The Corner

Conservative Media Ignored the Gosnell Trial?

In a Washington Post Style-section piece, writer Paul Farhi asks today whether the media has overlooked the Kermit Gosnell story and whether that evidences media bias. He does not reach any particular conclusion, but offers plenty of excuses for why coverage might have been scant.   He latches onto one emerging meme: “The charge of liberal media bias is perhaps undercut by the fact that a number of conservative media outlets — and conservative leaders — overlooked the story, too, until a flood of tweets and commentaries about it began late last week.” In support of that conclusion, he notes that the “Weekly Standard and the National Review, two leading conservative magazines, for example, hadn’t published anything on the trial, according to a search of the Nexis database.”

As several writers have noted here, it is a shame that Mr. Farhi didn’t actually go to National Review’s website to see what National Review had said about the story. If he had (and if the NRO search engine were actually working, which wasn’t the case when I tried the experiment), he would have found an editorial on the charges against Gosnell in January 2011 and writers like Mark Steyn and Rich Lowry who have been howling at the Gosnell moon for quite some time. (And while I haven’t written on the subject until recently, given that I have a day job that has had me on the road, I did an interview with Molly Henneberg for a Fox News story back on March 21, when the trial was just getting underway.)  

But that was not the most curious part of Farhi’s piece. That honor goes to this paragraph:

Moreover, some commentators have pointed out, greater media attention to the trial might help, rather than hurt, abortion rights advocates. They say the graphic testimony about illegal late-term abortions, unlicensed staff and shockingly unsanitary procedures and conditions at Gosnell’s Women’s Medical Society clinic strengthens the case for keeping abortion safe, legal and affordable, particularly for the poor women who sought Gosnell’s services.

I’d really like to see that case made. It would take one hell of an advocate to convince the public that Kermit Gosnell is the poster boy for protection of the pseudo-constitutional right to abortion. I’m sure, once everyone hears about “snipping,” they will run to Planned Parenthood’s website to contribute.  

UPDATE: The inimitable Jim Geraghty has a more thorough takedown of the “conservatives didn’t cover” meme on Campaign Spot.

Shannen W. Coffin, a contributing editor to National Review, practices appellate law in Washington, D.C.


Take the entries that follow and write each one out exactly.

# Data in this exercise
*** Begin section ***

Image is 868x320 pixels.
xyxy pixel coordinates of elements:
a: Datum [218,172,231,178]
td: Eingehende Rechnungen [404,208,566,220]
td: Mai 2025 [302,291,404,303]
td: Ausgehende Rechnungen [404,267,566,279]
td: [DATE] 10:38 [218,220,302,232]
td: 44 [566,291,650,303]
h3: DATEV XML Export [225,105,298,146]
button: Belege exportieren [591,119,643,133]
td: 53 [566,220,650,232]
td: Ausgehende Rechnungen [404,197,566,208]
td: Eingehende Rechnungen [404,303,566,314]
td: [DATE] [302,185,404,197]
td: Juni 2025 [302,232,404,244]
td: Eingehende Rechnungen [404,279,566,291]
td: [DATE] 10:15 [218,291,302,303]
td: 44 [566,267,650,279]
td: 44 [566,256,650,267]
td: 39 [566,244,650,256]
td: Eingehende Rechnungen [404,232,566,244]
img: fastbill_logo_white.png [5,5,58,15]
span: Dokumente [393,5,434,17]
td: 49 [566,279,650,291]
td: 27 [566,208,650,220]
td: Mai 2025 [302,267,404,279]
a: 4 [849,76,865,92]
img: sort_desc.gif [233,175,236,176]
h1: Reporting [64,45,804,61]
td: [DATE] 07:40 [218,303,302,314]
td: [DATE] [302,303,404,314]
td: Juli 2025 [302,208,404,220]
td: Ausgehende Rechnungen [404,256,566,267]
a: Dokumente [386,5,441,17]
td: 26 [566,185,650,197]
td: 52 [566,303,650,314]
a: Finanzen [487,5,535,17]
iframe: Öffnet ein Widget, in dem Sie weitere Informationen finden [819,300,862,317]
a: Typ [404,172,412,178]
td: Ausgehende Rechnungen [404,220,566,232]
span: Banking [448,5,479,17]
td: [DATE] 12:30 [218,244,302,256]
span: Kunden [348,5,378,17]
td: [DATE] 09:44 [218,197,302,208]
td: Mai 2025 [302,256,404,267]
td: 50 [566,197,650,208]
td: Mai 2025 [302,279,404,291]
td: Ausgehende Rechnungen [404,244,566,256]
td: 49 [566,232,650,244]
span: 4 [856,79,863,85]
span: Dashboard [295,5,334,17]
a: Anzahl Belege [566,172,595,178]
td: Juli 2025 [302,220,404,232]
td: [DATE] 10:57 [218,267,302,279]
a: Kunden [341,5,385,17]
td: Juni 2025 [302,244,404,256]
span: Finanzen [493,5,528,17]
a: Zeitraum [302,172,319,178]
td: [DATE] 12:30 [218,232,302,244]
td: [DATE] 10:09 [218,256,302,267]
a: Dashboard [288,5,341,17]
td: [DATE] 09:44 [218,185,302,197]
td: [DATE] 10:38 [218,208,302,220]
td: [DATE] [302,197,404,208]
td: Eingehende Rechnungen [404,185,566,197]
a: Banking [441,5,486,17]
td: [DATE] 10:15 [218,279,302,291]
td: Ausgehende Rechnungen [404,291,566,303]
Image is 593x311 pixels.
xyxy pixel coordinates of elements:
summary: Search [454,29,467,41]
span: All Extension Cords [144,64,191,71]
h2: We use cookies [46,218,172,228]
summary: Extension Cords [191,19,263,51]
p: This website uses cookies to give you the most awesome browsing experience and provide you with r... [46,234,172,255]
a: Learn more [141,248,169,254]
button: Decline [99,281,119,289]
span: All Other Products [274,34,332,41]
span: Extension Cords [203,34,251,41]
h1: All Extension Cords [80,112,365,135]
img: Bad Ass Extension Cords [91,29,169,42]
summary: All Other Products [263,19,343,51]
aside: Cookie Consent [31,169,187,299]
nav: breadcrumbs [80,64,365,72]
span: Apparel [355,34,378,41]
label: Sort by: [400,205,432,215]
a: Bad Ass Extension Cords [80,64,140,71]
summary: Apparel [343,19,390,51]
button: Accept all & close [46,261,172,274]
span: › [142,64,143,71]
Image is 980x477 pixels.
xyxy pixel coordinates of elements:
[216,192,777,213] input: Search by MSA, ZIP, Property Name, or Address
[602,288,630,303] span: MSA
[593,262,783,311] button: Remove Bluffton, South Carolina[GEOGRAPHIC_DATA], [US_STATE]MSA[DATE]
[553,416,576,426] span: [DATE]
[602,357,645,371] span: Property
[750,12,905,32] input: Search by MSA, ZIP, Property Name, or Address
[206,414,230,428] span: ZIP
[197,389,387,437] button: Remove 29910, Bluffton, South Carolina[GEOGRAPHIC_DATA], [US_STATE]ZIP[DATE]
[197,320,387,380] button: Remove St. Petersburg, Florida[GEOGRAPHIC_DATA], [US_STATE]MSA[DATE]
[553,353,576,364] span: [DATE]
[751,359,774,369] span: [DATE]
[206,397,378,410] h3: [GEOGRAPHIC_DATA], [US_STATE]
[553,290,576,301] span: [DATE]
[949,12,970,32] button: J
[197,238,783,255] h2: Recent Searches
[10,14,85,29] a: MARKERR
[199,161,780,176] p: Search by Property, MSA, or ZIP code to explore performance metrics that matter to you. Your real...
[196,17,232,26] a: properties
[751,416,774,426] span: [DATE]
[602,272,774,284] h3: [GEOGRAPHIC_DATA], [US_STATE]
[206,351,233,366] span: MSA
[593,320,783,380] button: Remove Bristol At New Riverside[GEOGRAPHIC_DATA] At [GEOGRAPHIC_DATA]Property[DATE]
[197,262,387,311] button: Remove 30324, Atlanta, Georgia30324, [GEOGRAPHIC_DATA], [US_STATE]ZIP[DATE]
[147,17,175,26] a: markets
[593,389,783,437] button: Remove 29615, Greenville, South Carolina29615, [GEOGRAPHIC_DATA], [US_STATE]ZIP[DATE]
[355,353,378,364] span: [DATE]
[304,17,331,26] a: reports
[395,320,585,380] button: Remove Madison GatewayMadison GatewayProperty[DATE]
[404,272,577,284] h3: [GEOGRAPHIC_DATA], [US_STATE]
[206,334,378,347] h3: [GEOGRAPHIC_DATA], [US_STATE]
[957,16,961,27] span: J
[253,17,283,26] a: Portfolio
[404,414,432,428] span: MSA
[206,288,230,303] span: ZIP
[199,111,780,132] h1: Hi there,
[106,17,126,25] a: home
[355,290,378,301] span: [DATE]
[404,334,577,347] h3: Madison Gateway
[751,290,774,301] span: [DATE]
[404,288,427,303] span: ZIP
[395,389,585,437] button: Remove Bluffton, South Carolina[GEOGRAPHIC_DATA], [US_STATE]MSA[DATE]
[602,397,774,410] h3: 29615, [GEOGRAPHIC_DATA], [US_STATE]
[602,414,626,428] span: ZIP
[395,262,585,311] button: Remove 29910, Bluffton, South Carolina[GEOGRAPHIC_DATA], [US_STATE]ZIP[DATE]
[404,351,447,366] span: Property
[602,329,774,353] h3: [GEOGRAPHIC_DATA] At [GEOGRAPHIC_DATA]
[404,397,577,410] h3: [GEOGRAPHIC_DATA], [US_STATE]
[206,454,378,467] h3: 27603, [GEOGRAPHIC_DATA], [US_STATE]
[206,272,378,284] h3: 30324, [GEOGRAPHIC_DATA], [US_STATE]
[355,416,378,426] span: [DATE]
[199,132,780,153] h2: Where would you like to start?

*** End section ***

# Your solution
Image is 868x320 pixels.
xyxy pixel coordinates of elements:
a: Datum [218,172,231,178]
td: Eingehende Rechnungen [404,208,566,220]
td: Mai 2025 [302,291,404,303]
td: Ausgehende Rechnungen [404,267,566,279]
td: [DATE] 10:38 [218,220,302,232]
td: 44 [566,291,650,303]
h3: DATEV XML Export [225,105,298,146]
button: Belege exportieren [591,119,643,133]
td: 53 [566,220,650,232]
td: Ausgehende Rechnungen [404,197,566,208]
td: Eingehende Rechnungen [404,303,566,314]
td: [DATE] [302,185,404,197]
td: Juni 2025 [302,232,404,244]
td: Eingehende Rechnungen [404,279,566,291]
td: [DATE] 10:15 [218,291,302,303]
td: 44 [566,267,650,279]
td: 44 [566,256,650,267]
td: 39 [566,244,650,256]
td: Eingehende Rechnungen [404,232,566,244]
img: fastbill_logo_white.png [5,5,58,15]
span: Dokumente [393,5,434,17]
td: 49 [566,279,650,291]
td: 27 [566,208,650,220]
td: Mai 2025 [302,267,404,279]
a: 4 [849,76,865,92]
img: sort_desc.gif [233,175,236,176]
h1: Reporting [64,45,804,61]
td: [DATE] 07:40 [218,303,302,314]
td: [DATE] [302,303,404,314]
td: Juli 2025 [302,208,404,220]
td: Ausgehende Rechnungen [404,256,566,267]
a: Dokumente [386,5,441,17]
td: 26 [566,185,650,197]
td: 52 [566,303,650,314]
a: Finanzen [487,5,535,17]
iframe: Öffnet ein Widget, in dem Sie weitere Informationen finden [819,300,862,317]
a: Typ [404,172,412,178]
td: Ausgehende Rechnungen [404,220,566,232]
span: Banking [448,5,479,17]
td: [DATE] 12:30 [218,244,302,256]
span: Kunden [348,5,378,17]
td: [DATE] 09:44 [218,197,302,208]
td: Mai 2025 [302,256,404,267]
td: 50 [566,197,650,208]
td: Mai 2025 [302,279,404,291]
td: Ausgehende Rechnungen [404,244,566,256]
td: 49 [566,232,650,244]
span: 4 [856,79,863,85]
span: Dashboard [295,5,334,17]
a: Anzahl Belege [566,172,595,178]
td: Juli 2025 [302,220,404,232]
td: [DATE] 10:57 [218,267,302,279]
a: Kunden [341,5,385,17]
td: Juni 2025 [302,244,404,256]
span: Finanzen [493,5,528,17]
a: Zeitraum [302,172,319,178]
td: [DATE] 12:30 [218,232,302,244]
td: [DATE] 10:09 [218,256,302,267]
a: Dashboard [288,5,341,17]
td: [DATE] 09:44 [218,185,302,197]
td: [DATE] 10:38 [218,208,302,220]
td: [DATE] [302,197,404,208]
td: Eingehende Rechnungen [404,185,566,197]
a: Banking [441,5,486,17]
td: [DATE] 10:15 [218,279,302,291]
td: Ausgehende Rechnungen [404,291,566,303]
Image is 593x311 pixels.
xyxy pixel coordinates of elements:
summary: Search [454,29,467,41]
span: All Extension Cords [144,64,191,71]
h2: We use cookies [46,218,172,228]
summary: Extension Cords [191,19,263,51]
p: This website uses cookies to give you the most awesome browsing experience and provide you with r... [46,234,172,255]
a: Learn more [141,248,169,254]
button: Decline [99,281,119,289]
span: All Other Products [274,34,332,41]
span: Extension Cords [203,34,251,41]
h1: All Extension Cords [80,112,365,135]
img: Bad Ass Extension Cords [91,29,169,42]
summary: All Other Products [263,19,343,51]
aside: Cookie Consent [31,169,187,299]
nav: breadcrumbs [80,64,365,72]
span: Apparel [355,34,378,41]
label: Sort by: [400,205,432,215]
a: Bad Ass Extension Cords [80,64,140,71]
summary: Apparel [343,19,390,51]
button: Accept all & close [46,261,172,274]
span: › [142,64,143,71]
Image is 980x477 pixels.
xyxy pixel coordinates of elements:
[216,192,777,213] input: Search by MSA, ZIP, Property Name, or Address
[602,288,630,303] span: MSA
[593,262,783,311] button: Remove Bluffton, South Carolina[GEOGRAPHIC_DATA], [US_STATE]MSA[DATE]
[553,416,576,426] span: [DATE]
[602,357,645,371] span: Property
[750,12,905,32] input: Search by MSA, ZIP, Property Name, or Address
[206,414,230,428] span: ZIP
[197,389,387,437] button: Remove 29910, Bluffton, South Carolina[GEOGRAPHIC_DATA], [US_STATE]ZIP[DATE]
[197,320,387,380] button: Remove St. Petersburg, Florida[GEOGRAPHIC_DATA], [US_STATE]MSA[DATE]
[553,353,576,364] span: [DATE]
[751,359,774,369] span: [DATE]
[206,397,378,410] h3: [GEOGRAPHIC_DATA], [US_STATE]
[553,290,576,301] span: [DATE]
[949,12,970,32] button: J
[197,238,783,255] h2: Recent Searches
[10,14,85,29] a: MARKERR
[199,161,780,176] p: Search by Property, MSA, or ZIP code to explore performance metrics that matter to you. Your real...
[196,17,232,26] a: properties
[751,416,774,426] span: [DATE]
[602,272,774,284] h3: [GEOGRAPHIC_DATA], [US_STATE]
[206,351,233,366] span: MSA
[593,320,783,380] button: Remove Bristol At New Riverside[GEOGRAPHIC_DATA] At [GEOGRAPHIC_DATA]Property[DATE]
[197,262,387,311] button: Remove 30324, Atlanta, Georgia30324, [GEOGRAPHIC_DATA], [US_STATE]ZIP[DATE]
[147,17,175,26] a: markets
[593,389,783,437] button: Remove 29615, Greenville, South Carolina29615, [GEOGRAPHIC_DATA], [US_STATE]ZIP[DATE]
[355,353,378,364] span: [DATE]
[304,17,331,26] a: reports
[395,320,585,380] button: Remove Madison GatewayMadison GatewayProperty[DATE]
[404,272,577,284] h3: [GEOGRAPHIC_DATA], [US_STATE]
[206,334,378,347] h3: [GEOGRAPHIC_DATA], [US_STATE]
[957,16,961,27] span: J
[253,17,283,26] a: Portfolio
[404,414,432,428] span: MSA
[206,288,230,303] span: ZIP
[199,111,780,132] h1: Hi there,
[106,17,126,25] a: home
[355,290,378,301] span: [DATE]
[404,334,577,347] h3: Madison Gateway
[751,290,774,301] span: [DATE]
[404,288,427,303] span: ZIP
[395,389,585,437] button: Remove Bluffton, South Carolina[GEOGRAPHIC_DATA], [US_STATE]MSA[DATE]
[602,397,774,410] h3: 29615, [GEOGRAPHIC_DATA], [US_STATE]
[602,414,626,428] span: ZIP
[395,262,585,311] button: Remove 29910, Bluffton, South Carolina[GEOGRAPHIC_DATA], [US_STATE]ZIP[DATE]
[404,351,447,366] span: Property
[602,329,774,353] h3: [GEOGRAPHIC_DATA] At [GEOGRAPHIC_DATA]
[404,397,577,410] h3: [GEOGRAPHIC_DATA], [US_STATE]
[206,454,378,467] h3: 27603, [GEOGRAPHIC_DATA], [US_STATE]
[206,272,378,284] h3: 30324, [GEOGRAPHIC_DATA], [US_STATE]
[355,416,378,426] span: [DATE]
[199,132,780,153] h2: Where would you like to start?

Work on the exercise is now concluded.